From the Eugene Register-Guard: “Fire-prone area of Kalmiopsis ablaze again.”

“They are using some of the old lines from the Chetco as well as the Biscuit fire,” said Katy O’Hara, public information officer for the Klondike and Natchez fires.

The Klondike fire is burning within the boundaries of the 500,000-acre 2002 Biscuit Fire and on the edge of the Chetco Bar Fire, a 192,000-acre conflagration that rocked the region last year. The area was also the site of the 150,000-acre Silver Fire in 1987, which like the others was ignited by lightning.

In the years since the Biscuit Fire, light vegetation that is extremely flammable has sprouted, providing abundant fuel for the Klondike, which doubled in size last week.

Rim Fire Recovery Retrospective

This article, “5 years after massive fire near Yosemite, forest restoration may be in peril,” quotes Chad Hansen; John Buckley, executive director of the nonprofit Central Sierra Nevada Environmental Resource Center; some USFS staffers; and Malcomb North, a scientist at the Forest Service’s Pacific Southwest Research Station.

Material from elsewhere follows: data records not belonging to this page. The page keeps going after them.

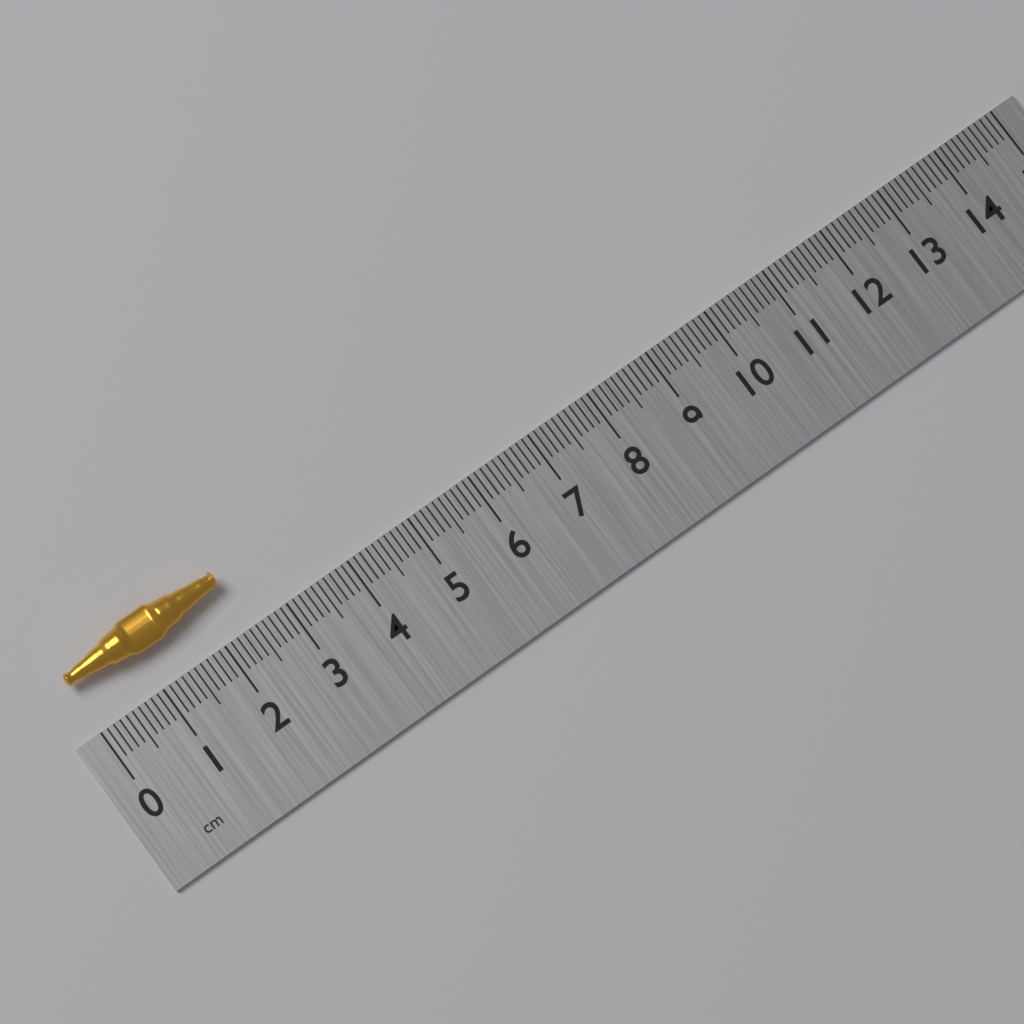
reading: 2.4 cm
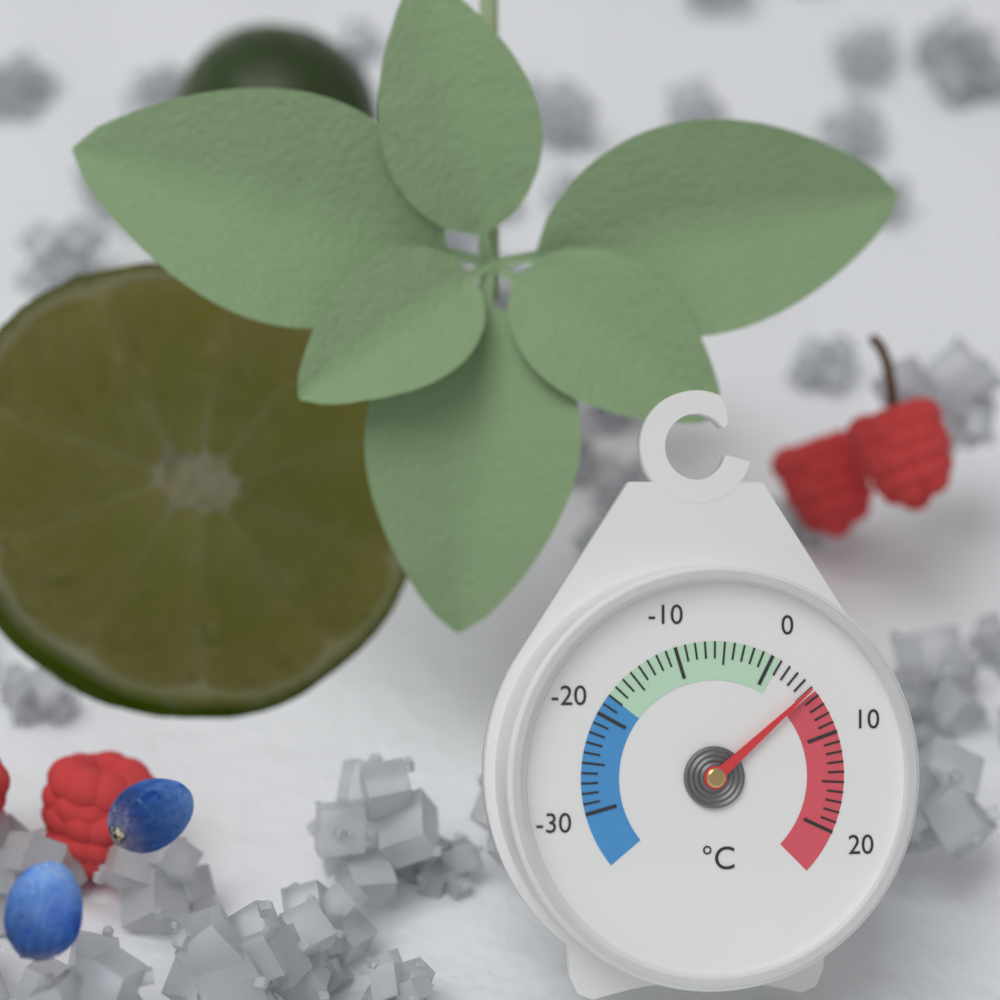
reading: 5 °C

I wish the article had included more info from North on the science!

“Its centerpiece is a federally funded community and watershed resilience program touted as a model for helping small town economies and wildlife habitats bounce back after wildfires throughout the western United States.

“But now, five years after the fire, there is growing concern that the grand partnership is crumbling due to delays, frustration and a tug-of-war between preservationists and logging advocates backed by the Trump administration.”